5.5.10


FICTION
Tom Rachman, The Imperfectionists (The Dial Press). "This first novel by Tom Rachman, a London-born journalist who has lived and worked all over the world, is so good I had to read it twice simply to figure out how he pulled it off.... it takes place in Rome. The characters are, for the most part, the staff of an unnamed English-­language newspaper founded in the 1950s — for reasons not revealed until the end — by an eccentric American businessman with the perfect name of Cyrus Ott. By 2004, his grandson, Oliver, will be in charge of the fates of the staff members whose stories make up the novel. More’s the pity, since Oliver’s only concern in life is for his basset hound, Schopenhauer. nytbr.

Scott Turow, Innocent (Grand Central). "All of which makes for an intelligent, thoughtful novel: a grownup book for grownup readers. It is marred somewhat by the narrative device Turow has chosen. The individual voices of Rusty, Nat and (less frequently) Anna tell Rusty's side of the story, while an omniscient narrator tells Tommy's. This means more or less constant gear-shifting on the reader's part, made all the more puzzling because all the voices sound more or less like . . . Scott Turow. He is always a pleasure to read and sometimes an education as well, but at times here he gets in his own -- and the reader's -- way." Jonathan Yardley, wp.

Eli Horowitz and Mac Barnett, Clock (McSweeney's). (v. foto) "...is a house-shaped board book chock full of mystery, humor and stunning artwork... The mystery takes place in an urban apartment building where detective Roy Dodge and his assistant Gus Twintig, who also serves as the narrator, have been summoned to interview a dozen eccentric residents as they investigate the theft of 12 emerald-encrusted numbers from the tower clock's face. sfc.

NONFICTION
Mark Pendergrast, Inside the Outbreaks: The Elite Medical Detectives of the Epidemic Intelligence Service (Houghton Mifflin Harcourt). "... tells the story of the EIS and of the men and women who served as investigators in its ranks and helped bring about some of the biggest medical triumphs of the last century."
bg.

DA LEGGERE
Why men don't read books, di Laura Miller. salon.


• **Requirement**
Which lines of the listing hold the string "slot"? Show each of them.

• **Task inputs**
>>>

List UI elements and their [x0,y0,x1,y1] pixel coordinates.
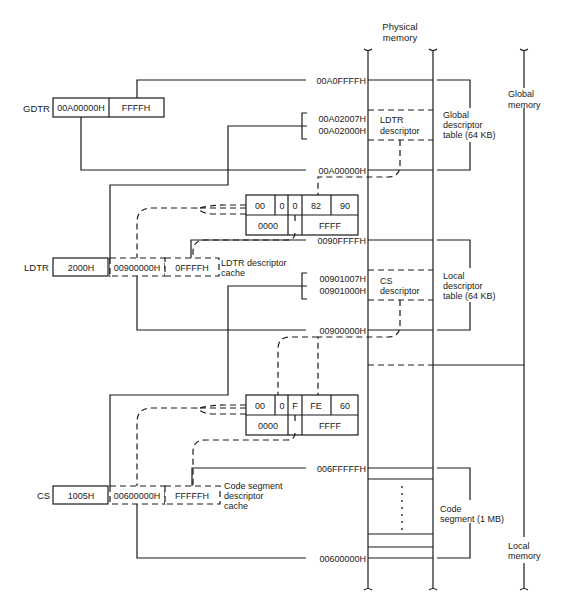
cs-cache-base-value: 00600000H [114,491,161,501]
physical-memory-title-1: Physical [382,21,417,32]
cs-desc-limit: FFFF [319,421,341,431]
ldtr-desc-byte-3: 82 [311,201,321,211]
ldtr-desc-base-lo: 0000 [258,221,278,231]
gdt-label-3: table (64 KB) [443,130,496,140]
cs-desc-byte-1: 0 [279,401,284,411]
ldtr-desc-byte-1: 0 [279,201,284,211]
ldtr-desc-byte-0: 00 [255,201,265,211]
code-segment-label-1: Code [440,504,462,514]
physical-memory-title-2: memory [383,32,418,43]
ldt-label-2: descriptor [443,281,483,291]
addr-cs-top: 006FFFFFH [317,464,366,474]
ldtr-cache-label-2: cache [221,268,245,278]
cs-cache-label-3: cache [224,501,248,511]
gdtr-label: GDTR [23,103,50,114]
memory-scope-axis [520,49,528,590]
global-memory-label-2: memory [508,100,541,110]
cs-cache-label-1: Code segment [224,481,283,491]
gdtr-limit: FFFFH [122,103,151,113]
global-memory-label-1: Global [508,89,534,99]
code-segment-label-2: segment (1 MB) [440,514,504,524]
gdt-label-1: Global [443,110,469,120]
addr-ldt-base: 00900000H [319,326,366,336]
ldtr-cache-limit-value: 0FFFFH [175,263,209,273]
addr-cs-desc-hi: 00901007H [319,274,366,284]
cs-label: CS [37,490,50,501]
ldtr-desc-byte-4: 90 [340,201,350,211]
local-memory-label-2: memory [508,551,541,561]
ldt-label-1: Local [443,271,465,281]
code-segment-ellipsis [401,486,403,530]
cs-desc-byte-2: F [292,401,298,411]
protected-mode-memory-diagram: Physical memory Global memory Local memo… [0,0,565,614]
ldtr-descriptor-block-1: LDTR [380,115,404,125]
addr-cs-desc-lo: 00901000H [319,286,366,296]
gdt-label-2: descriptor [443,120,483,130]
ldtr-cache-label-1: LDTR descriptor [221,258,287,268]
ldtr-desc-limit: FFFF [319,221,341,231]
ldtr-desc-byte-2: 0 [292,201,297,211]
cs-desc-byte-4: 60 [340,401,350,411]
ldtr-label: LDTR [24,262,49,273]
ldt-label-3: table (64 KB) [443,291,496,301]
addr-gdt-top: 00A0FFFFH [316,76,366,86]
cs-desc-base-lo: 0000 [258,421,278,431]
ldtr-selector-value: 2000H [68,263,95,273]
addr-gdt-base: 00A00000H [318,166,366,176]
ldtr-cache-base-value: 00900000H [114,263,161,273]
cs-descriptor-block-1: CS [380,276,393,286]
addr-ldtr-desc-lo: 00A02000H [318,126,366,136]
addr-cs-base: 00600000H [319,554,366,564]
gdtr-base: 00A00000H [57,103,105,113]
cs-selector-value: 1005H [68,491,95,501]
cs-desc-byte-3: FE [310,401,322,411]
addr-ldtr-desc-hi: 00A02007H [318,114,366,124]
ldtr-descriptor-block-2: descriptor [380,126,420,136]
cs-desc-byte-0: 00 [255,401,265,411]
cs-cache-label-2: descriptor [224,491,264,501]
cs-cache-limit-value: FFFFFH [175,491,209,501]
cs-descriptor-block-2: descriptor [380,286,420,296]
addr-ldt-top: 0090FFFFH [317,236,366,246]
local-memory-label-1: Local [508,541,530,551]
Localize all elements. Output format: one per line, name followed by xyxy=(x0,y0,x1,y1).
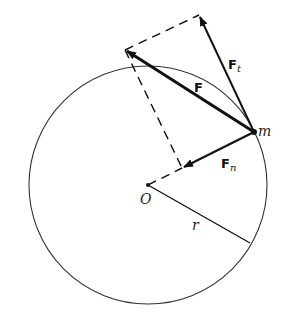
radius-line xyxy=(148,185,250,243)
dashed-line-top xyxy=(125,15,199,50)
dashed-line-center xyxy=(148,168,182,185)
force-diagram: F Ft Fn m O r xyxy=(0,0,285,316)
mass-point xyxy=(251,129,257,135)
label-F: F xyxy=(194,80,203,95)
label-Fn: Fn xyxy=(221,156,236,173)
diagram-svg: F Ft Fn m O r xyxy=(0,0,285,316)
vector-Fn xyxy=(184,132,254,167)
label-r: r xyxy=(192,217,200,233)
label-m: m xyxy=(258,123,271,139)
label-Ft: Ft xyxy=(228,57,242,74)
label-O: O xyxy=(140,191,152,207)
center-point xyxy=(146,183,150,187)
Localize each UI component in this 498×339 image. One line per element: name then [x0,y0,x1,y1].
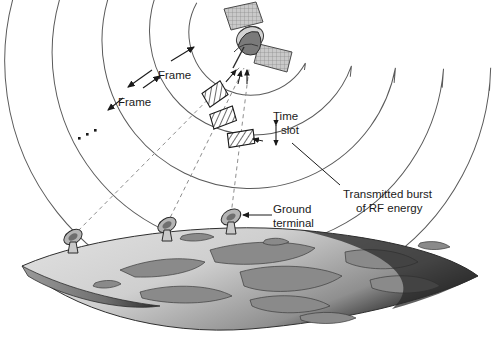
label-ground-line1: Ground [273,203,311,216]
burst-leader-line [292,143,340,185]
label-ground-line2: terminal [273,217,314,230]
solar-panel-upper [224,2,263,30]
beam-arrow-2 [238,71,241,84]
diagram-svg [0,0,498,339]
burst-callout [253,139,340,185]
burst-2 [209,106,237,129]
ellipsis-dots [78,129,97,140]
label-time-slot-line1: Time [273,110,298,123]
beam-arrow-1 [226,70,236,82]
diagram-canvas: Frame Frame Time slot Transmitted burst … [0,0,498,339]
label-time-slot-line2: slot [281,124,299,137]
label-burst-line2: of RF energy [356,202,422,215]
burst-1 [201,81,229,108]
label-frame-inner: Frame [158,69,191,82]
beam-direction-arrows [226,70,247,84]
label-burst-line1: Transmitted burst [343,188,432,201]
label-frame-outer: Frame [118,96,151,109]
satellite-feed [233,47,244,68]
frame-arrow-inner-right [171,47,194,61]
satellite [224,2,292,72]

<<<

• **Expected answer**
label-time-slot-line1: Time [273,110,298,123]
diagram-canvas: Frame Frame Time slot Transmitted burst … [0,0,498,339]
label-time-slot-line2: slot [281,124,299,137]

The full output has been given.